Managing this pandemic is a lot like managing a flood in a controlled watershed. The engineers can only let a certain amount of water through control points at any time without unleashing total disaster.

In the case of the pandemic, though, we have the advantage of being able to slow the rate of snow melt in the mountains by slowing the rate of infections. That is the point of the behavioral restrictions, so we don’t have more COVID-19 cases than a hospital can handle. We don’t want to flood out and totally destroy the medical system. The behavioral practices are succeeding. The daily rate of new cases is slowing. Still, many medical systems have not returned to being able to also do the surgeries and other treatments we want them to do.
I don’t think all of our leaders are reinforcing the gains enough with certain parts of our society. Too many of us are losing site of the goal and the progress. They are only seeing the suffering that is being caused by the behavioral restrictions and want it to end. Too many are beginning to feel that continuing the restrictions is becoming pointless. Some of them are now taking to the streets and pressuring decision makers.
Part of what is happening psychologically is also that people are losing the big picture. That happens when the brain is under stress. It can’t take in as much information. Physically, we actually lose peripheral vision when under stress. The brain has to protect itself from being overwhelmed with information, so it blocks things out. The focus then becomes on what is most immediate. That is when we need each other’s help to keep perspective.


Problem to work on
Whenever a line in the records below contains "logo", pick it out.

Supplied records
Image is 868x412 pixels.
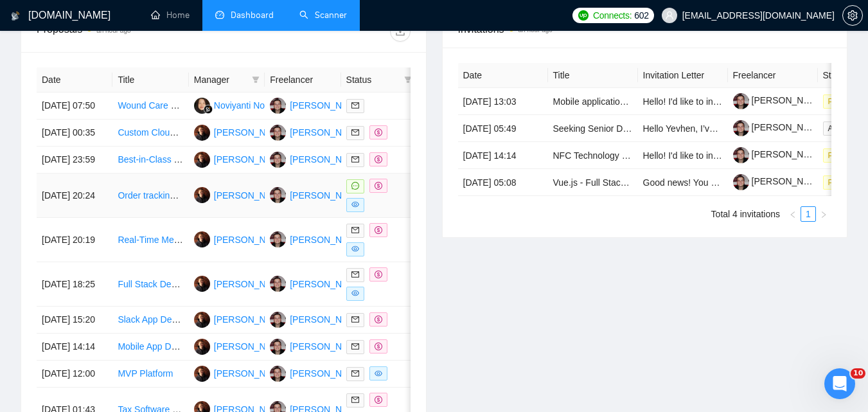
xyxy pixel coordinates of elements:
td: [DATE] 20:24 [36,174,113,218]
img: AS [194,312,210,327]
td: [DATE] 05:08 [458,169,548,196]
span: mail [351,370,359,377]
img: NN [194,98,210,114]
div: [PERSON_NAME] [214,152,288,167]
img: YS [270,231,286,247]
th: Invitation Letter [638,63,728,88]
span: mail [351,102,359,109]
a: 1 [801,207,815,221]
span: mail [351,396,359,404]
a: Vue.js - Full Stack Developer [553,177,669,187]
img: YS [270,125,286,141]
span: dollar [375,342,382,350]
span: 602 [634,8,648,23]
button: setting [842,5,863,25]
button: right [816,206,831,222]
img: upwork-logo.png [578,10,588,21]
td: Wound Care Compliance Bot Development [113,92,188,120]
td: [DATE] 13:03 [458,88,548,115]
img: c1bYBLFISfW-KFu5YnXsqDxdnhJyhFG7WZWQjmw4vq0-YF4TwjoJdqRJKIWeWIjxa9 [733,120,749,136]
img: YS [270,312,286,327]
span: setting [843,10,862,21]
img: YS [270,187,286,203]
div: [PERSON_NAME] [290,98,364,113]
div: [PERSON_NAME] [290,339,364,353]
span: dollar [375,156,382,163]
span: message [351,182,359,189]
a: YS[PERSON_NAME] [270,100,364,110]
a: AS[PERSON_NAME] [194,189,288,200]
span: filter [249,70,262,89]
span: 10 [850,368,865,378]
img: AS [194,366,210,381]
a: [PERSON_NAME] [733,176,826,186]
span: Manager [194,73,247,87]
span: filter [401,70,414,89]
div: [PERSON_NAME] [214,339,288,353]
td: [DATE] 14:14 [36,333,113,361]
time: an hour ago [96,27,130,34]
div: [PERSON_NAME] [214,312,288,327]
a: [PERSON_NAME] [733,122,826,132]
button: left [785,206,800,222]
a: YS[PERSON_NAME] [270,234,364,244]
div: [PERSON_NAME] [290,188,364,202]
td: Order tracking system for machine tool company [113,174,188,218]
span: mail [351,316,359,323]
span: Connects: [593,8,631,23]
span: dollar [375,316,382,323]
span: user [665,11,674,20]
span: eye [351,289,359,297]
a: Best-in-Class Wellness & Fitness Mobile App Development (iOS/Android) [118,154,409,165]
iframe: Intercom live chat [824,368,855,399]
a: Pending [823,96,867,106]
span: eye [351,200,359,208]
a: YS[PERSON_NAME] [270,314,364,324]
a: setting [842,10,863,21]
td: [DATE] 23:59 [36,146,113,174]
a: Mobile application refactoring [553,96,670,107]
td: [DATE] 18:25 [36,262,113,307]
td: [DATE] 20:19 [36,218,113,262]
img: YS [270,152,286,168]
span: eye [351,245,359,253]
div: [PERSON_NAME] [214,126,288,139]
span: Pending [823,176,861,189]
a: Pending [823,176,867,187]
td: Real-Time Meeting Intelligence Component - Advanced Transcription + Contextual Resource Engine [113,218,188,262]
td: MVP Platform [113,361,188,387]
span: mail [351,271,359,278]
li: Previous Page [785,206,800,222]
button: download [390,21,411,42]
a: Mobile App Developer for AI-Powered Productivity App (MVP Build) [118,341,385,351]
th: Date [458,63,548,88]
div: [PERSON_NAME] [290,312,364,327]
div: [PERSON_NAME] [214,188,288,202]
a: NFC Technology Specialist for Smart Access Systems [553,150,768,161]
img: logo [11,6,20,26]
img: YS [270,338,286,355]
span: dashboard [215,10,224,20]
a: YS[PERSON_NAME] [270,189,364,200]
a: AS[PERSON_NAME] [194,314,288,324]
span: Pending [823,148,861,163]
td: Vue.js - Full Stack Developer [548,169,638,196]
div: [PERSON_NAME] [290,366,364,380]
img: AS [194,152,210,168]
span: filter [252,76,260,83]
div: [PERSON_NAME] [290,232,364,247]
a: NNNoviyanti Noviyanti [194,100,290,110]
a: Wound Care Compliance Bot Development [118,100,289,111]
a: AS[PERSON_NAME] [194,368,288,378]
img: c1bYBLFISfW-KFu5YnXsqDxdnhJyhFG7WZWQjmw4vq0-YF4TwjoJdqRJKIWeWIjxa9 [733,147,749,163]
td: Slack App Developer: Real-Time Facebook/Instagram Comment Moderation [113,307,188,333]
th: Date [36,68,113,92]
a: AS[PERSON_NAME] [194,278,288,288]
li: 1 [800,206,816,222]
a: AS[PERSON_NAME] [194,234,288,244]
a: [PERSON_NAME] [733,95,826,105]
span: dollar [375,396,382,404]
a: Order tracking system for machine tool company [118,190,311,200]
th: Title [548,63,638,88]
a: YS[PERSON_NAME] [270,126,364,137]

Answer space
img: upwork-logo.png [578,10,588,21]
img: logo [11,6,20,26]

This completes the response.